TASK
Begin your transcription at the line containing "reading: 6.3 cm" and continue it, word for word, to the final line below. Include only those lines and skip the pictures.
—————
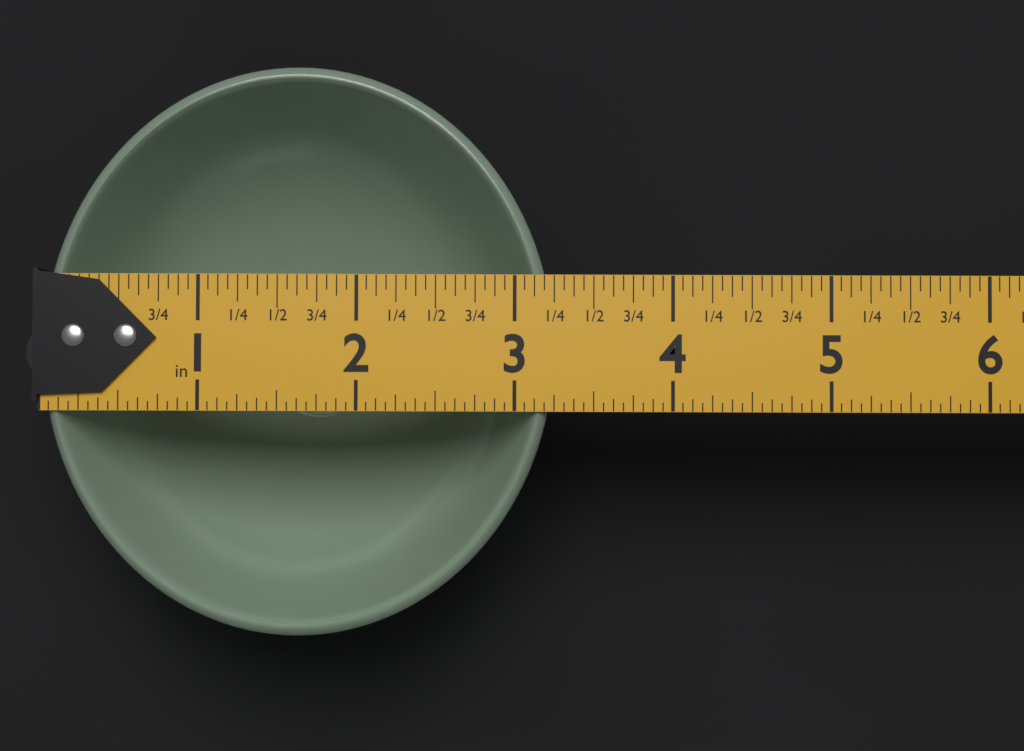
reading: 3.2500 in
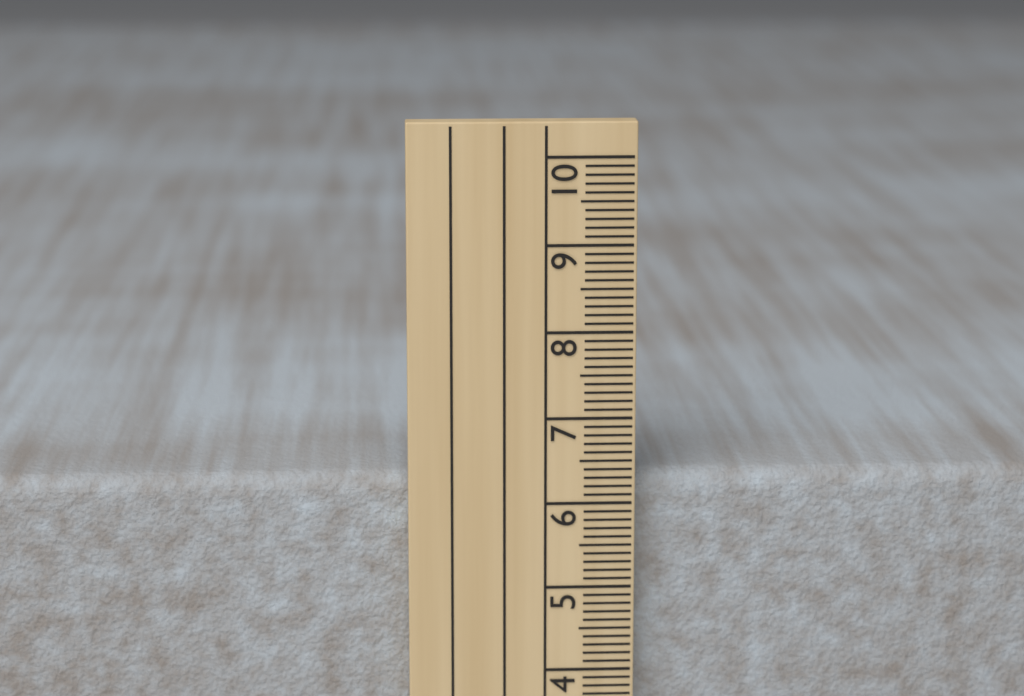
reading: 6.3 cm
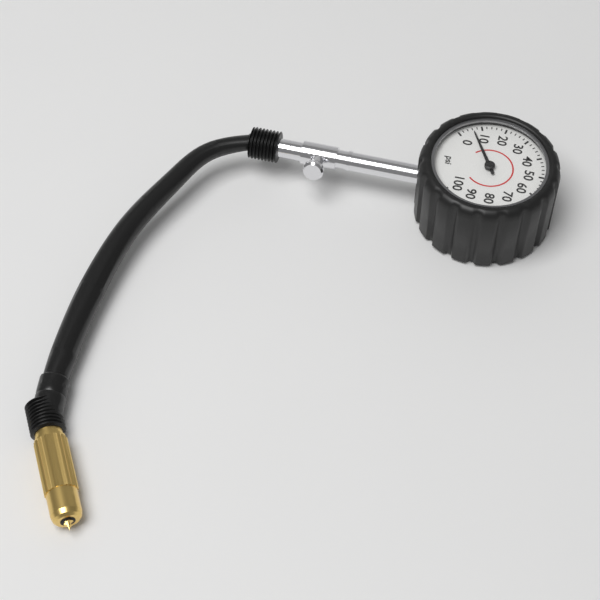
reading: 6 psi
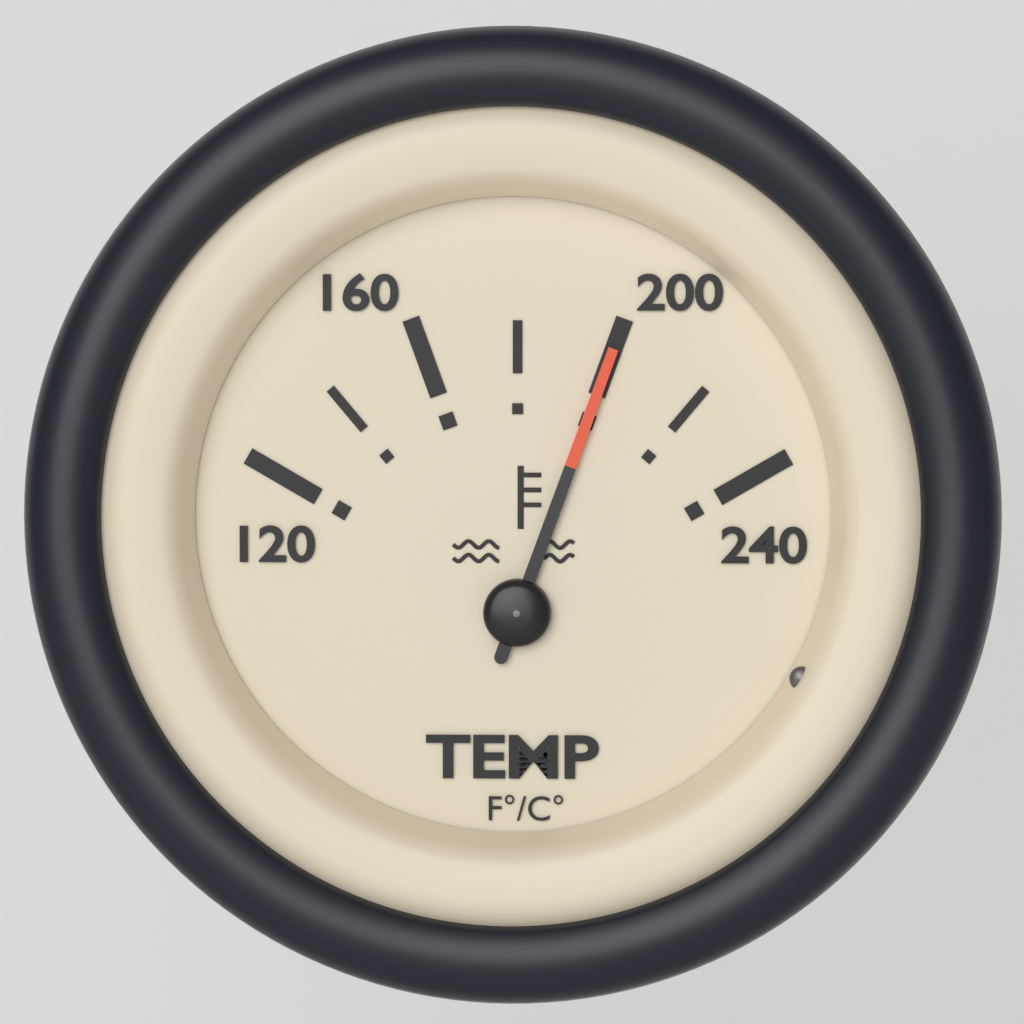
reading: 200 °F
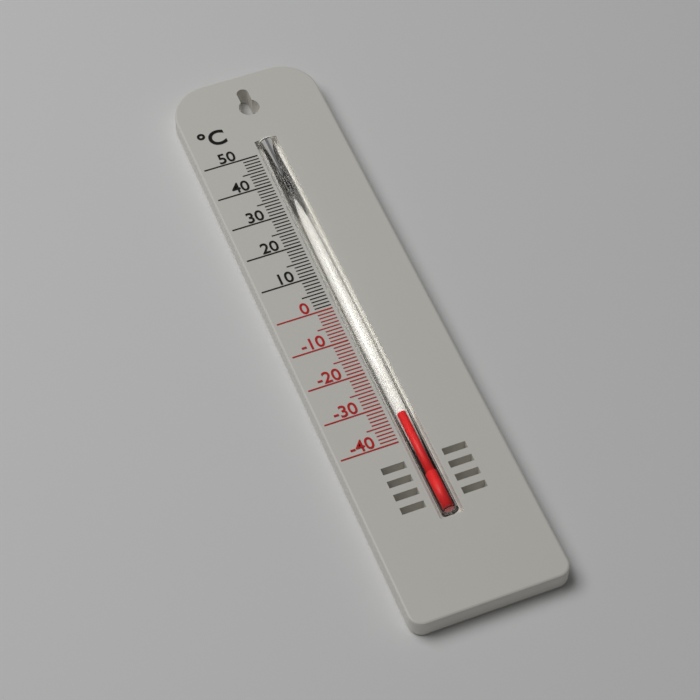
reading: -33 °C
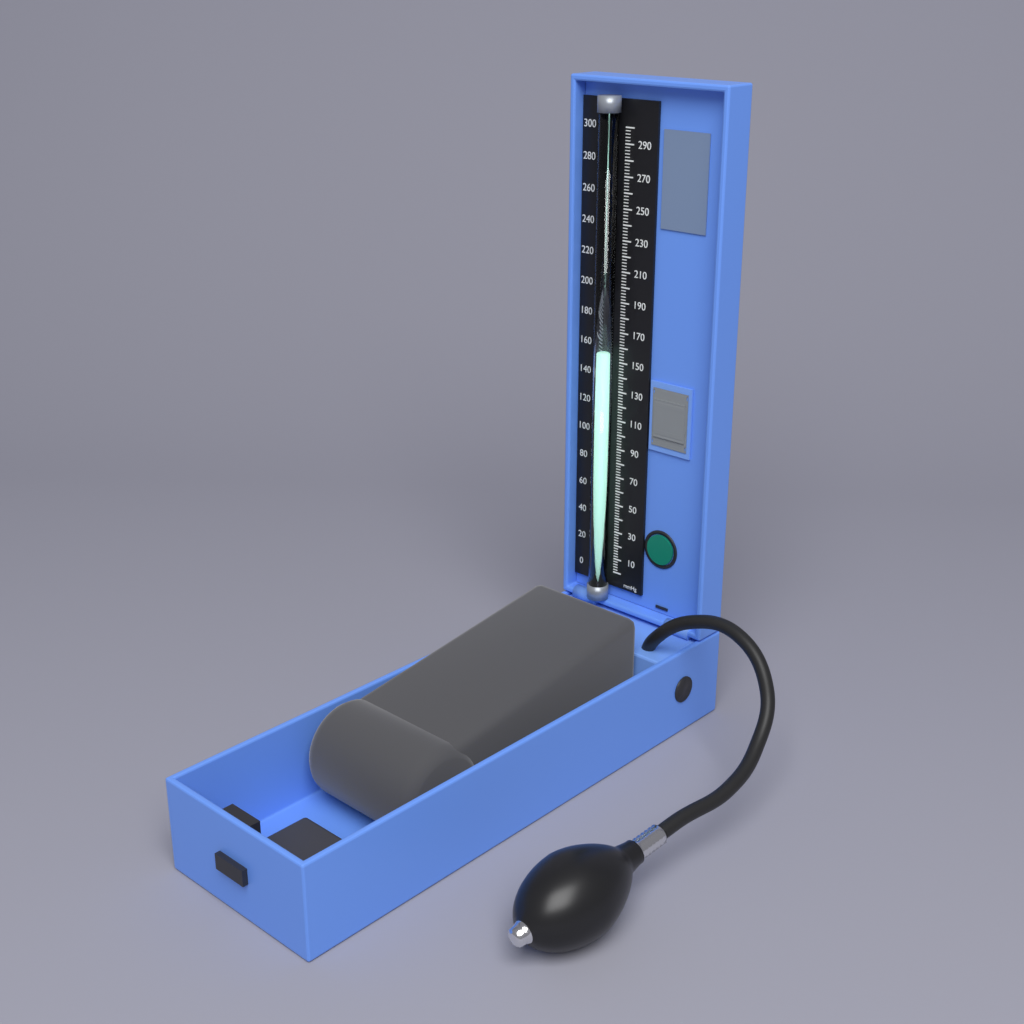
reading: 156 mmHg
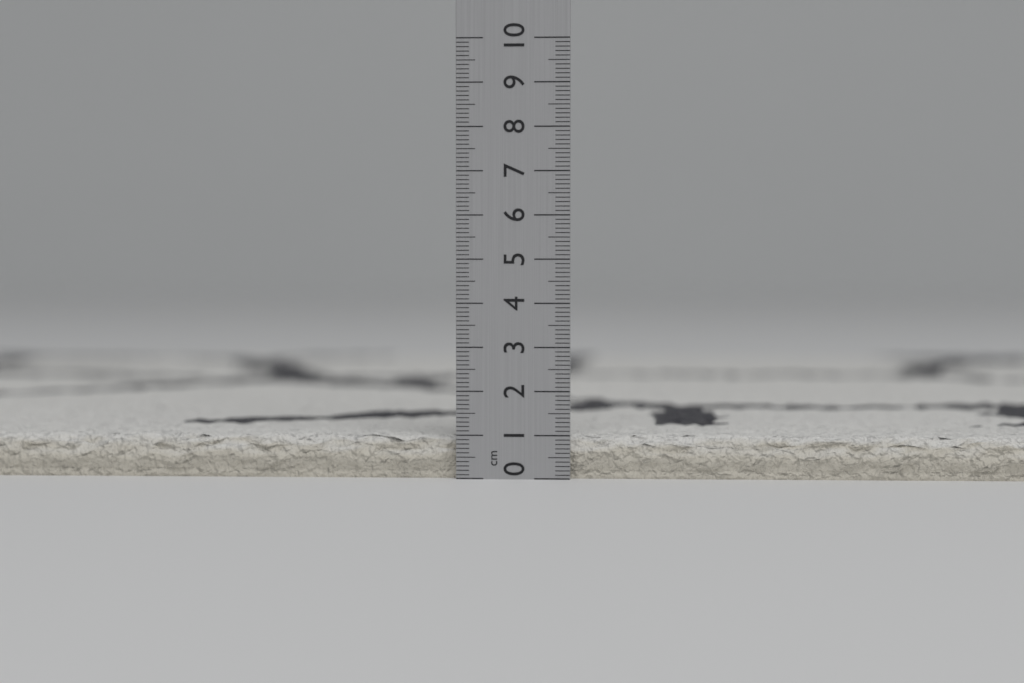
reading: 1.0 cm
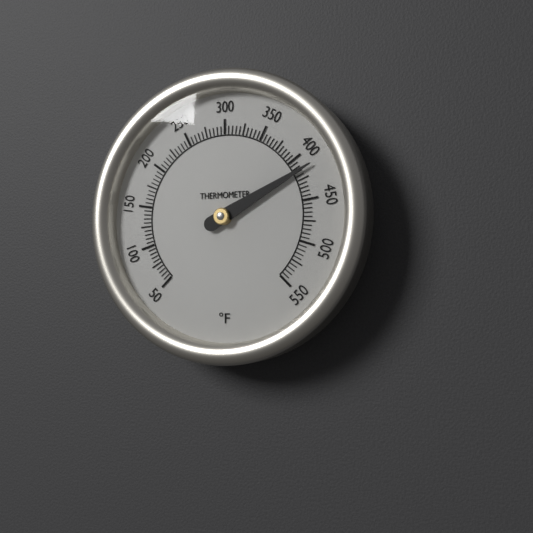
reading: 415 °F
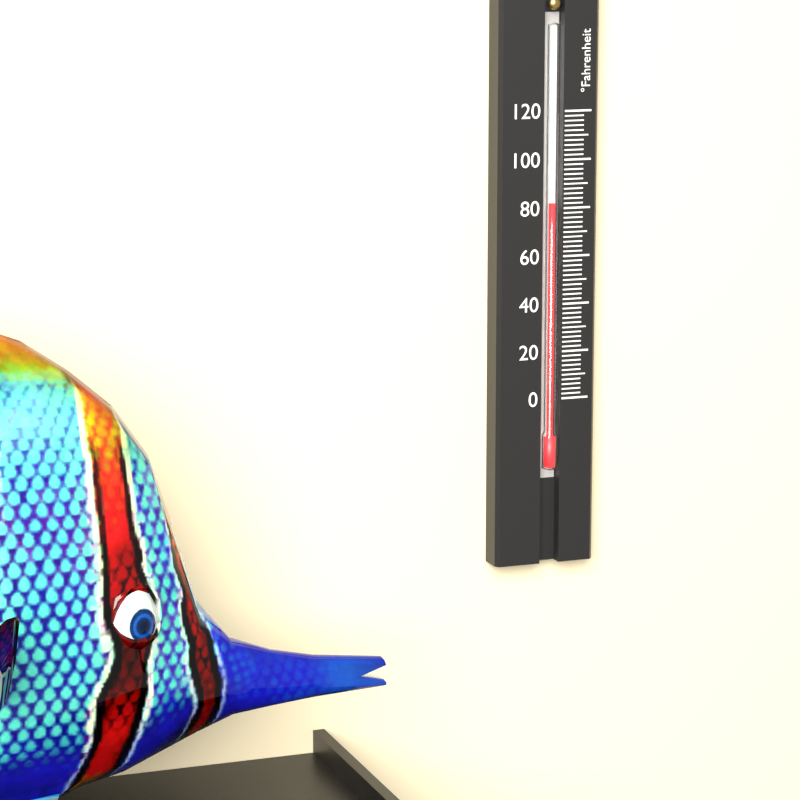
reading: 82 °F
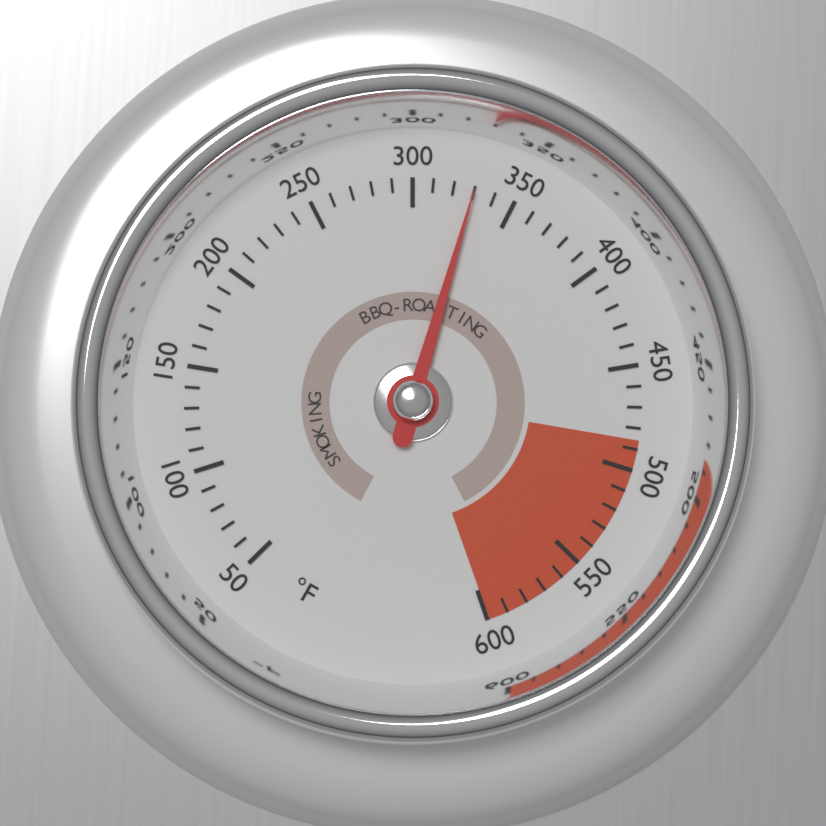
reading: 330 °F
—————
COMPLETED TASK
reading: 6.3 cm
reading: 6 psi
reading: 200 °F
reading: -33 °C
reading: 156 mmHg
reading: 1.0 cm
reading: 415 °F
reading: 82 °F
reading: 330 °F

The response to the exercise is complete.